When you don't have access to the command-line of your webserver, it may be nice to still run all your unit tests; so you need a way to execute the phpunit
command from within a controller. This way, you can call your test suite by browsing to a URL of your site. To do things right, we start with a "test" controller /web/app_test.php
containing these lines of code:
if (!in_array(@$_SERVER['REMOTE_ADDR'], array(
'127.0.0.1',
'::1',
))) {
header('HTTP/1.0 403 Forbidden');
exit('You are not allowed to access this file. Check '.basename(__FILE__).' for more information.');
}
require_once __DIR__.'/../app/bootstrap.php.cache';
require_once __DIR__.'/../app/AppKernel.php';
use Symfony\Component\HttpFoundation\Request;
$kernel = new AppKernel('test', true);
$kernel->loadClassCache();
$kernel->handle(Request::createFromGlobals())->send();
In fact, just copy everything from /web/app_dev.php
but replace the string "dev" by "test".
This will enable you to run the site in a "test" environment, using for example your "test" database connection and what not.
Then create a route for our "runTests" action. Do this in /app/config/routing_test.yml
, so the tests can only be run from the "test" environment. The new routing_test.yml
contains these routes:
_demo_run_tests:
pattern: /demo/run-tests/{filterClass}
defaults: { _controller: AcmeDemoBundle:Demo:runTests, filterClass: null }
_main:
resource: routing.yml
The extra query parameter "filterClass" will allow us (in a few moments) to filter the tests to run, so we don't have to run the complete test suite all the time.
Make sure routing_test.yml
gets loaded from config_test.yml
, by adding a "routing" option to the "framework" section of this file:
framework:
router: { resource: "%kernel.root_dir%/config/routing_test.yml" }
In the DemoController
of the AcmeDemoBundle
, we create the action "runTests". In this action, we put the following code (for a start):
public function runTestsAction($filterClass = null)
{
// make sure PHPUnit is autoloaded
require_once('PHPUnit/Autoload.php');
set_time_limit(0); // make the script execution time unlimited (otherwise the request may time out)
// change the current directory to the place where phpunit.xml(.dist) can be found
chdir($this->container->getParameter('kernel.root_dir'));
ob_end_clean(); // cleans and ends existing output buffering
echo '<pre>';
// simulate an array of command line arguments
$argv = array();
if ($filterClass !== null) {
array_push($argv, '--filter', $filterClass);
}
$_SERVER['argv'] = $argv;
\PHPUnit_TextUI_Command::main(false); // true means: exit
echo '</pre>';
exit;
}
This will result in good old PHPUnit to run inside your browser (see it for yourself at /app_test.php/demo/run-tests
)! It is all quite basic (actually: not basic enough, since by default color coding is turned "on", which results in ugly characters all over your code). So in my next post, I will show you how to make things a bit better for HTML output, by creating a custom ResultPrinter
. In this post, we will also look into the problem of output buffering; calling PHPUnit from within the controller means your output will be buffered by default, so you won't see any progress, until all tests are done.
Might be an interesting addition to LiipFunctionalTestBundle
man the next post is the killer one, thanks a lot!
besides being silly testing on prod code, I wonder if rather the application can become for use cases where one needs to monitor processes and examine code right on the server. Hmm I am trying to think of good apps.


■ WORK ORDER: I would like the number of lines in the data that contain the word "more". Please give that number alone.
# # # #
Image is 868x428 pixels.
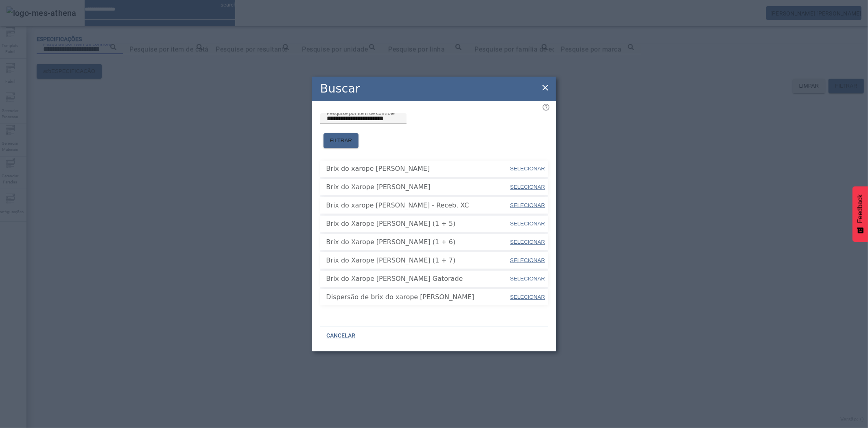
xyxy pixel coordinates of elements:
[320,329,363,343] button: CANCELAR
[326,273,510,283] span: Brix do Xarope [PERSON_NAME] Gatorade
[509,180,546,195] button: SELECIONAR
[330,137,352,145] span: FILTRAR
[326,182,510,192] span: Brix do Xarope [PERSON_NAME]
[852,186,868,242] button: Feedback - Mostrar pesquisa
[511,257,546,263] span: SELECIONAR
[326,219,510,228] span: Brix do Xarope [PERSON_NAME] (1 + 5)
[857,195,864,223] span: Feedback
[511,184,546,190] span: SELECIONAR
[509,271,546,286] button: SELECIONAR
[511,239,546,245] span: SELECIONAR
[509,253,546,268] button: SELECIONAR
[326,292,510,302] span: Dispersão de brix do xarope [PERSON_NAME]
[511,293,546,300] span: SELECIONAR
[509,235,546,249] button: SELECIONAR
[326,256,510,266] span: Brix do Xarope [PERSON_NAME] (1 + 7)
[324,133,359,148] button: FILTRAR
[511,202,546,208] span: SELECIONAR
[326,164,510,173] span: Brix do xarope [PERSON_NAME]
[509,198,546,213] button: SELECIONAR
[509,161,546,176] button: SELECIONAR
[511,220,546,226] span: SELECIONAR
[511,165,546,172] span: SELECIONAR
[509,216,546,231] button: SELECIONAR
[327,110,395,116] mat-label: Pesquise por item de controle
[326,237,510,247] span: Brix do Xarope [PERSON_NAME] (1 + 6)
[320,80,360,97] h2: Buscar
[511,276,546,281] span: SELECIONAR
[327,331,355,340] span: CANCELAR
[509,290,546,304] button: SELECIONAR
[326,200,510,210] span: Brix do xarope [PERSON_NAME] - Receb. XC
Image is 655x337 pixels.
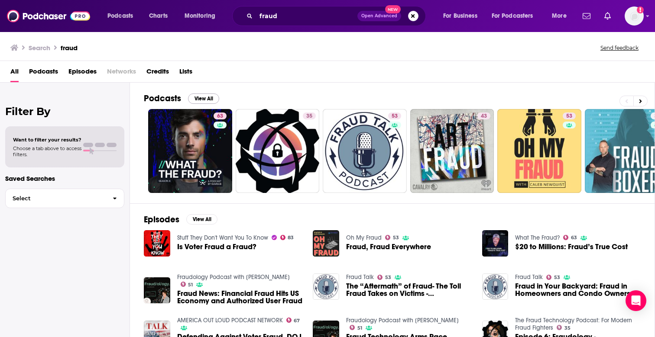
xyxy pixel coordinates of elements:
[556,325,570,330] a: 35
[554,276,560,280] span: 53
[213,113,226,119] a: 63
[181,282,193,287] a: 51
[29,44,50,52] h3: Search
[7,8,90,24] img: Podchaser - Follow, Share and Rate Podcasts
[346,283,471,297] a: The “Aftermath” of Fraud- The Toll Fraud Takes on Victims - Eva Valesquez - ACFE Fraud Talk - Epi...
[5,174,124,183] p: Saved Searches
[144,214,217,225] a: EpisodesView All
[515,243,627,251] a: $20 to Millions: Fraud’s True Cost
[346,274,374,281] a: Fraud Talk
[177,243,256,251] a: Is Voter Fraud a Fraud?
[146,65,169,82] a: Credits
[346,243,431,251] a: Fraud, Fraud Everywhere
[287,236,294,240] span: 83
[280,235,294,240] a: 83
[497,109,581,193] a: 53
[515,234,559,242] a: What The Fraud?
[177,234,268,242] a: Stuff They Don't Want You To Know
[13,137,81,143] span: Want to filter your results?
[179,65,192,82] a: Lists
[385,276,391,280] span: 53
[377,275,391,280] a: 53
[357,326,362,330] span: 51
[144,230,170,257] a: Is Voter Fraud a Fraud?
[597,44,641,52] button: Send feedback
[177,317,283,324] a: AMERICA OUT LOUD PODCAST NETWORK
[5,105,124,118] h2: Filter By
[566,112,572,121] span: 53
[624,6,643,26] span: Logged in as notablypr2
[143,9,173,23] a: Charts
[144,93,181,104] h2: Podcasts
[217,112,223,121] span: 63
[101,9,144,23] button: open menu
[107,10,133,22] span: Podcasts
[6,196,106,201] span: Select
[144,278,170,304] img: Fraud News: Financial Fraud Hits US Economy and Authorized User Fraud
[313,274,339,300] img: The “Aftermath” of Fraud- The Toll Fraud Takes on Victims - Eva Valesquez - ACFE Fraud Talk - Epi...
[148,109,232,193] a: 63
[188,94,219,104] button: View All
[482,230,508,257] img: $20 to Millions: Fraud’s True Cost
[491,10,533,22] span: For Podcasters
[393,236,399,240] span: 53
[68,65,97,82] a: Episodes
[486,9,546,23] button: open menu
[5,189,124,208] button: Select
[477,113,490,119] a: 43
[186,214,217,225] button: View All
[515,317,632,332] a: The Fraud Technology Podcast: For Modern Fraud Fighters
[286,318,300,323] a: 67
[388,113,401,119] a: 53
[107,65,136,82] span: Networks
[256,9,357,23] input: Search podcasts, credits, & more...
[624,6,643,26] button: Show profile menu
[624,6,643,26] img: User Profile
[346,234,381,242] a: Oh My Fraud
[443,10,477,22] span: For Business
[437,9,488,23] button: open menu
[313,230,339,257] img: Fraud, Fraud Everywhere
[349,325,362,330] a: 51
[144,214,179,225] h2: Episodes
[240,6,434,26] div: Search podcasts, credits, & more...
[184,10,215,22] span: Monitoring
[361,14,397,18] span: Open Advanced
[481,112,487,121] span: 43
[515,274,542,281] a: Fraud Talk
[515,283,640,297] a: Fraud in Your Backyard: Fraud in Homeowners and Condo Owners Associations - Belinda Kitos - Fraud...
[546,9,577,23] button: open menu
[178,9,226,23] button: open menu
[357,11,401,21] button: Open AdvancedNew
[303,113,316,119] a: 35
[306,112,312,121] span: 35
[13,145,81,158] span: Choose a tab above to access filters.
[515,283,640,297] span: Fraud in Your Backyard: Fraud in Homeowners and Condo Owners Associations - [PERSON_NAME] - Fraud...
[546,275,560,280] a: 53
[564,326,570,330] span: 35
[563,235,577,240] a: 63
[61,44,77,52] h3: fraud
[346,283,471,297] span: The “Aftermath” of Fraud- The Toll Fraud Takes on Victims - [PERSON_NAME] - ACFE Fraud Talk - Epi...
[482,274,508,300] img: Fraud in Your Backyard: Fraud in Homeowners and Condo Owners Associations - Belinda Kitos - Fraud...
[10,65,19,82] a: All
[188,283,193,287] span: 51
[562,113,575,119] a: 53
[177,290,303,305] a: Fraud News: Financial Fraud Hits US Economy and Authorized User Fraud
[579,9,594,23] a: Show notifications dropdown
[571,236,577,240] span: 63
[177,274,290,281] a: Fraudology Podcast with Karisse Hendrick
# # # #
■ EXERCISE SOLUTION: 2